Sabbath, שבת (“Shabbat”), literally means to intentionally stop, or take a pause, in order to remember and rest.  And the word “rest” נוּחַ (“nuach”) more so means to “settle in” or “establish”. Sabbath means to stop what you’re doing, remember God as deliverer and provider, and out of that satisfaction and assurance, settle into and establish your identity and call for the flourishing of those under your care and influence.  

What can this look like in our postmodern world of busy-ness and performance-based culture, where success is often measured, even in our roles as leaders in missional communities, in how much we work and produce?  How do we practically practice remembering and resting?

Stop in order to practice 3 things: 

What do these ultimately create?  What is the purpose of Sabbath? 

In a nutshell, Sabbath is to practice the reality of the Kingdom of God, on a regular basis so that our hope (in God’s full presence, our full humanity, and culture’s full renewal) can be experienced little by little in the here and now. 

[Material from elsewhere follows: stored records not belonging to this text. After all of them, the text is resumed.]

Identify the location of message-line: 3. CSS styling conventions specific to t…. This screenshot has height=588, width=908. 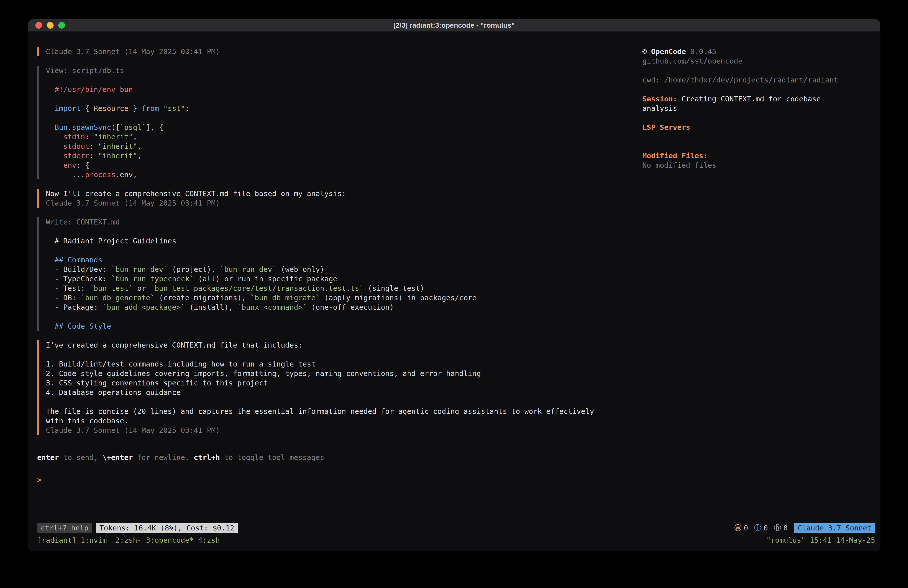
(344, 383).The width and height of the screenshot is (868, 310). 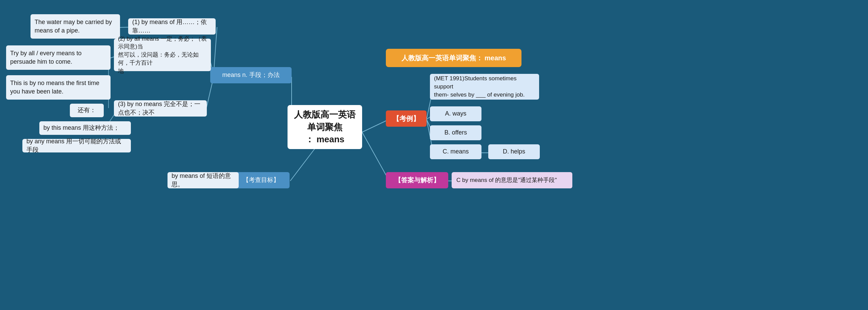 What do you see at coordinates (512, 180) in the screenshot?
I see `answer-text-node: C by means of 的意思是"通过某种手段"` at bounding box center [512, 180].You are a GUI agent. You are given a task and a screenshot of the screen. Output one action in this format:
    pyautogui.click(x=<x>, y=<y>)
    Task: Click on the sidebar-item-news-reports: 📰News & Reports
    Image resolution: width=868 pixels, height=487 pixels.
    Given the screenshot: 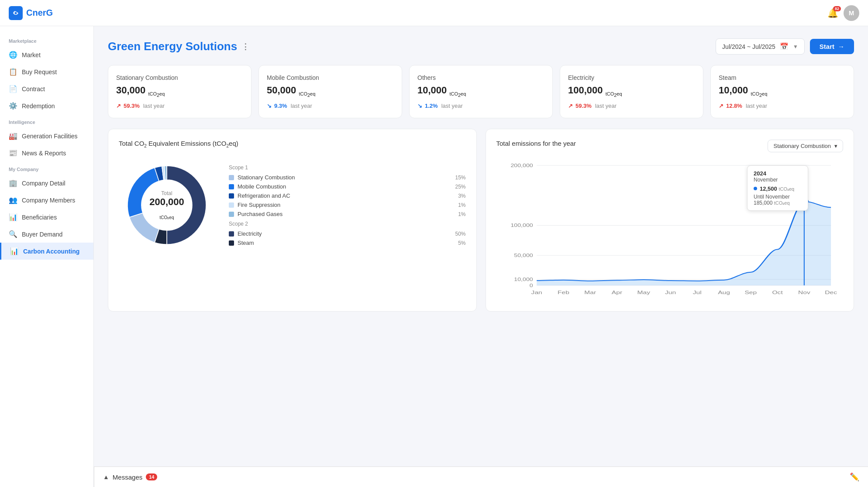 What is the action you would take?
    pyautogui.click(x=47, y=153)
    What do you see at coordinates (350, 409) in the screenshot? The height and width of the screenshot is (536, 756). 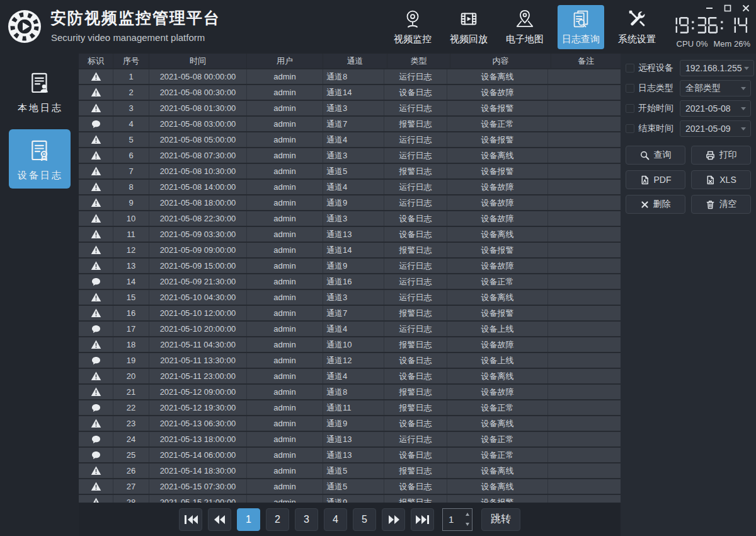 I see `table-row: 222021-05-12 19:30:00admin通道11报警日志设备正常` at bounding box center [350, 409].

Sabbath is to practice, in the midst of a broken world, on this side of new creation, an imagination of what the Kingdom of God can be like. We remember and rest in God as deliverer and provider, in how we as true humanity partner with God to create and cultivate culture around us for the flourishing of those under our care and influence. We remember and rest in liberating others as fellow image-bearers of God to enjoy and enter into the same remembrance and rest.  Sabbath helps to set into our personal rhythms and calendars, a means to cultivate spiritual, cultural and social renewal. And that is worth stopping for. 

About the Author

Eun Strawser

Rev. Dr. Eun K. Strawser is the co-vocational lead pastor of Ma Ke Alo o (which means “Presence” in Hawaiian), a BGAV Watch Care Church with missional communities multiplying in Honolulu, HI, a community physician, and a Movement Leader at the V3 Movement, the church planting arm of the BGAV. She is also the author of Centering Discipleship: A Pathway for Multiplying Spectators into Mature Disciples (IVP 2023). Prior to transitioning to Hawaii, she served as adjunct professor of medicine at the Philadelphia College of Medicine and of African Studies at her alma mater the University of Pennsylvania (where she and her husband served with InterVarsity Christian Fellowship) after finishing her Fulbright Scholarship at the University of Dar es Salaam. She and Steve have three, seriously, amazing children.